Gaadgas Nora Bellis’s So You Girls Remember That: Memories of a Haida Elder offers us a rare first-hand account of the changes that followed the arrival of settlers in what had been an island where no one went hungry and there was “no crime.” The book is a collaboration between Bellis’s family, friends, and notably, author and editor Jenny Nelson. It’s told largely in Bellis’s voice and includes photos, quotes from her children and friends, as well as the Indian agent. Her stories cover many pivotal moments including the land giveaways, the welcoming of the white man, the devastation the Spanish flu brought to her community, the effects of logging, life with an Indian agent, and so much more.

Widowed with six children, Bellis was clearly a feisty and resourceful woman with an entrepreneurial spirit. She had a love of music and could play many instruments; “…my fingers was born with it.” Generous and unapologetic about following her own heart, it was her love of music that brought her close to the church where she first learned to play the organ. Always one to forge her own path, she wove together Christianity and the Haida teachings to create a life unlike any other I have had the privilege to bear witness to. 

Her daughter Jean says, “there was a strong feeling in Old Masset towards Nora marrying Fred”, her father, who was white. “Married to a white man” she lost her “Native status and rights,” but still managed to somehow keep “her place in both worlds.” This is a common theme throughout the book: Bellis’s ability to adapt as changes came her way.  One of the things I appreciated most about the book was that Nelson did not edit Bellis’s voice. In the preface, she says, “These are Nora’s words, excerpted from the cassette tapes” and that her son, Charlie Bellis, wanted the book to include “the Haida political relationship with Canada.” The teachings offered by Bellis left me with an even deeper appreciation of not only what was lost through colonization, but also the resilience of Indigenous women. Bellis’s son Dick Bellis says, “The older I get, the more I realize how wise the old woman was.” 

So You Girls Remember That is a good reminder that we might want to ask more questions and listen more deeply to the elders/Elders in our families. I am grateful that Bellis took the time to record her stories and that others, including Nelson, stepped in to make this book a reality. It is a rare gem.   


Jónína Kirton, a Métis Icelandic poet, graduated from the Simon Fraser University’s Writer’s Studio in 2007 and is currently an Adjunct Professor with the UBC Creative Writing Program. She was sixty-one when she received the 2016 Vancouver Mayor’s Arts Award for an Emerging Artist in the Literary Arts category. Her second collection of poetry, An Honest Woman, was a finalist in the 2018 Dorothy Livesay Poetry Prize. Her third book, Standing in a River of Time, released in 2022, merges poetry and lyrical memoir to take us on a journey exposing the intergenerational effects of colonization on a Métis family.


Problem statement:
A partial copy is required: transcribe exactly the lines from the one containing "Identify the location of img: Logo." through the last line below, without any pictures.

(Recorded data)
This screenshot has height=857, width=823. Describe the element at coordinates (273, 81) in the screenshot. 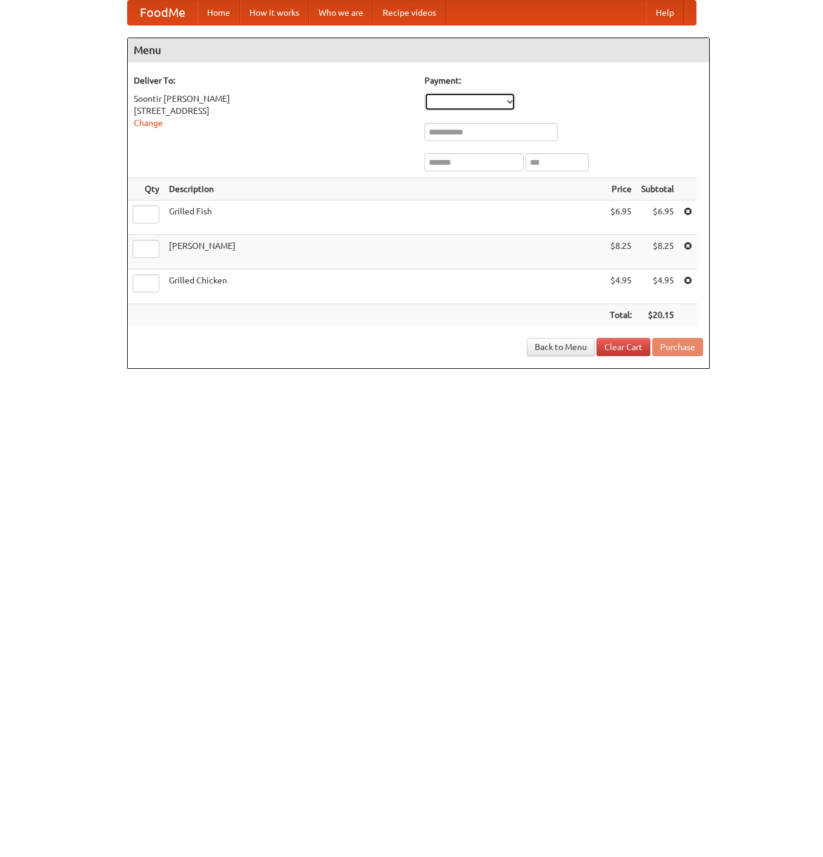

I see `h5: Deliver To:` at that location.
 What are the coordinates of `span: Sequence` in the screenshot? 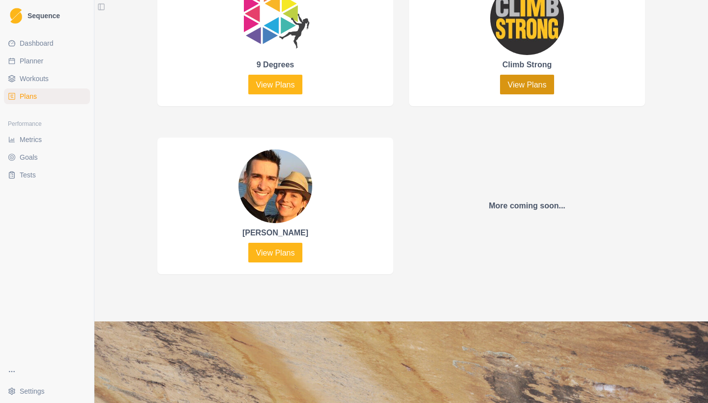 It's located at (44, 16).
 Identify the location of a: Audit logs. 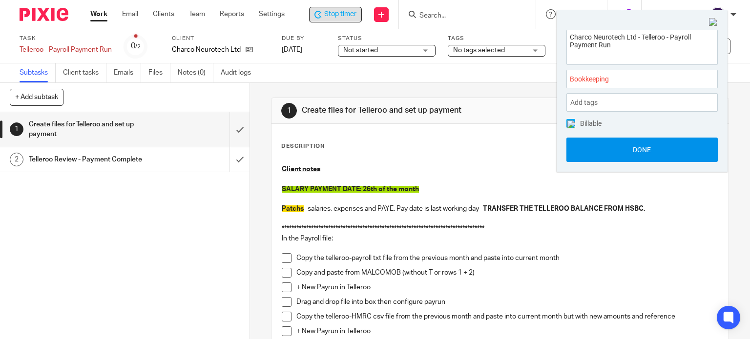
(239, 73).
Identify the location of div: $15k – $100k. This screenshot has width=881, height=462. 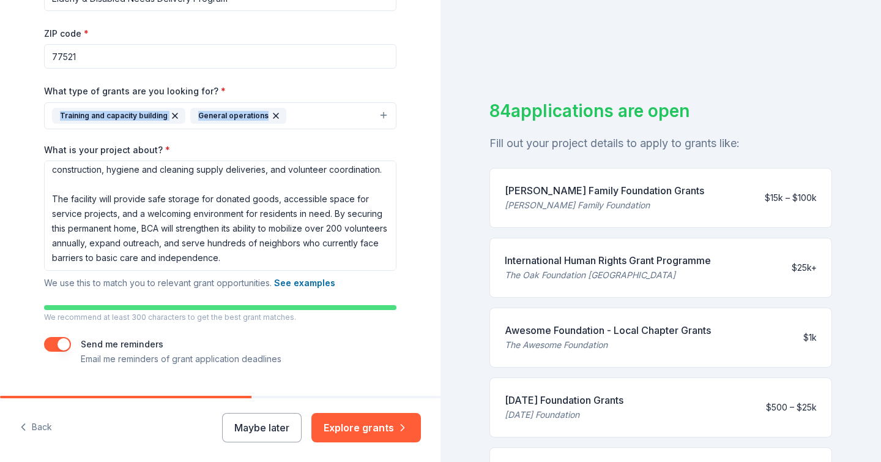
(791, 198).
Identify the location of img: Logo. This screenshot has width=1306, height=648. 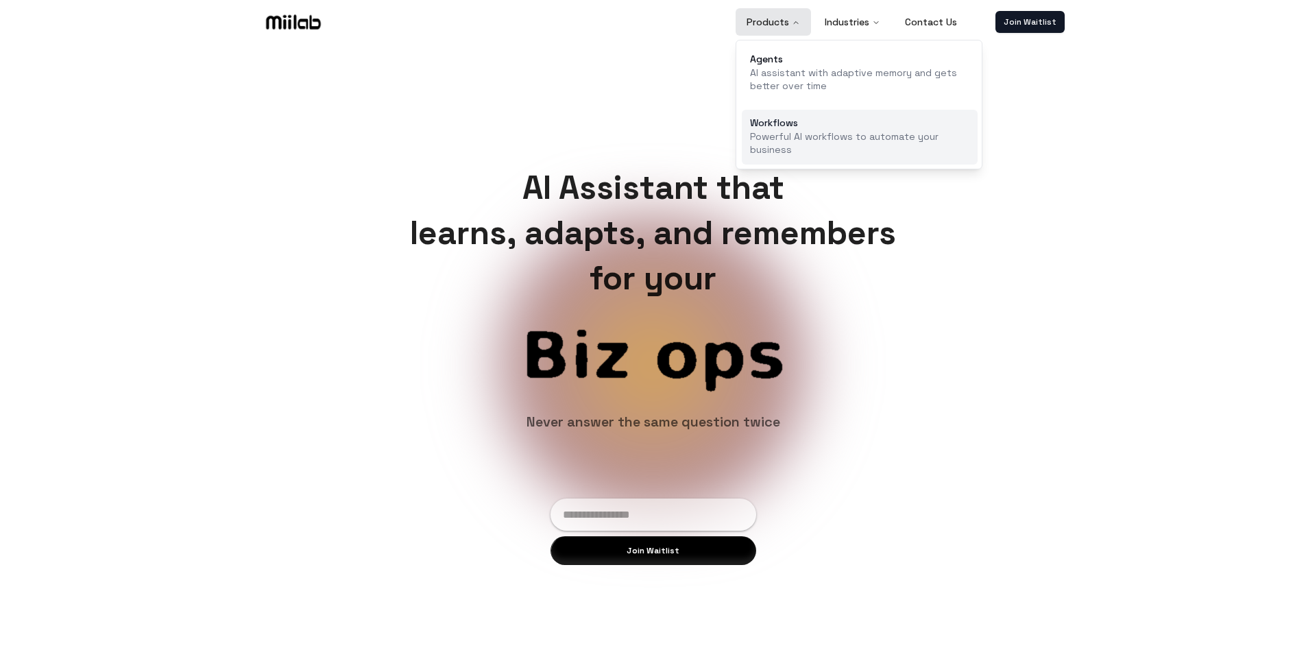
(293, 22).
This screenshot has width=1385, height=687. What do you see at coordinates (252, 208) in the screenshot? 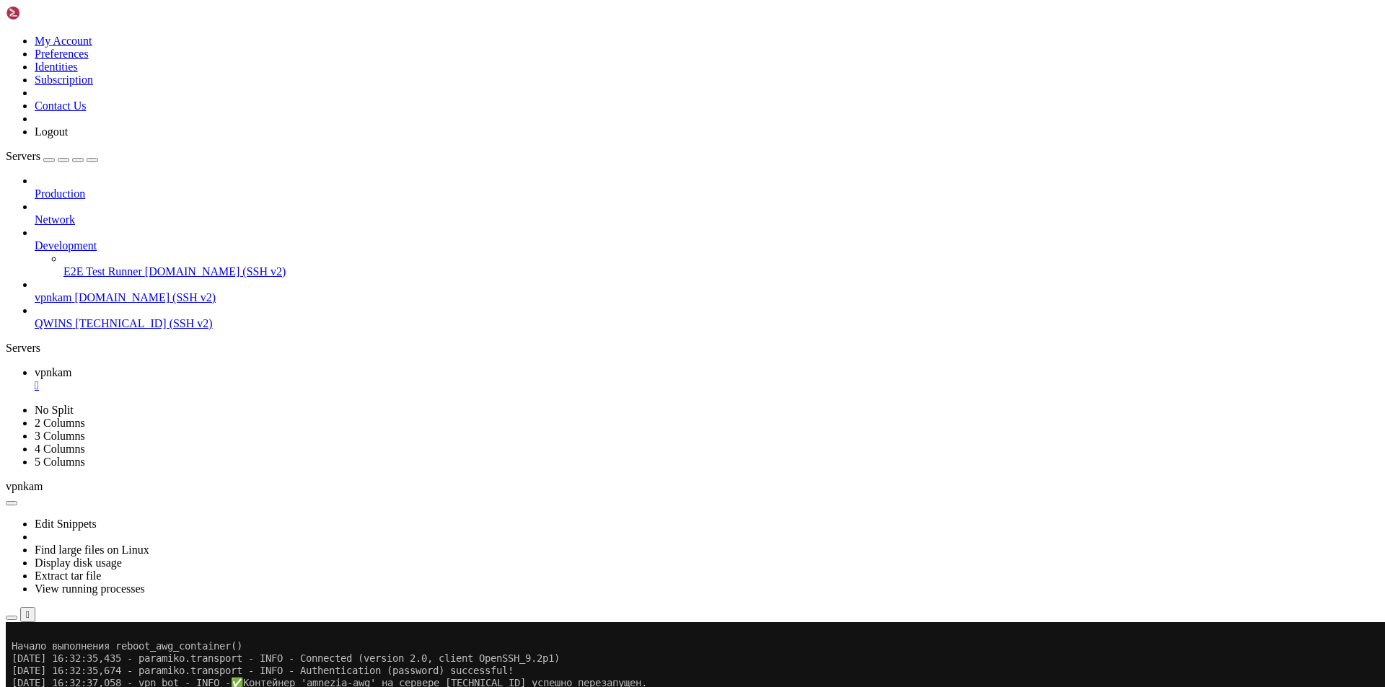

Answer:
Identify the location of img: Logo. This screenshot has width=1306, height=648. 
(293, 22).
This screenshot has width=1385, height=687. What do you see at coordinates (252, 208) in the screenshot? 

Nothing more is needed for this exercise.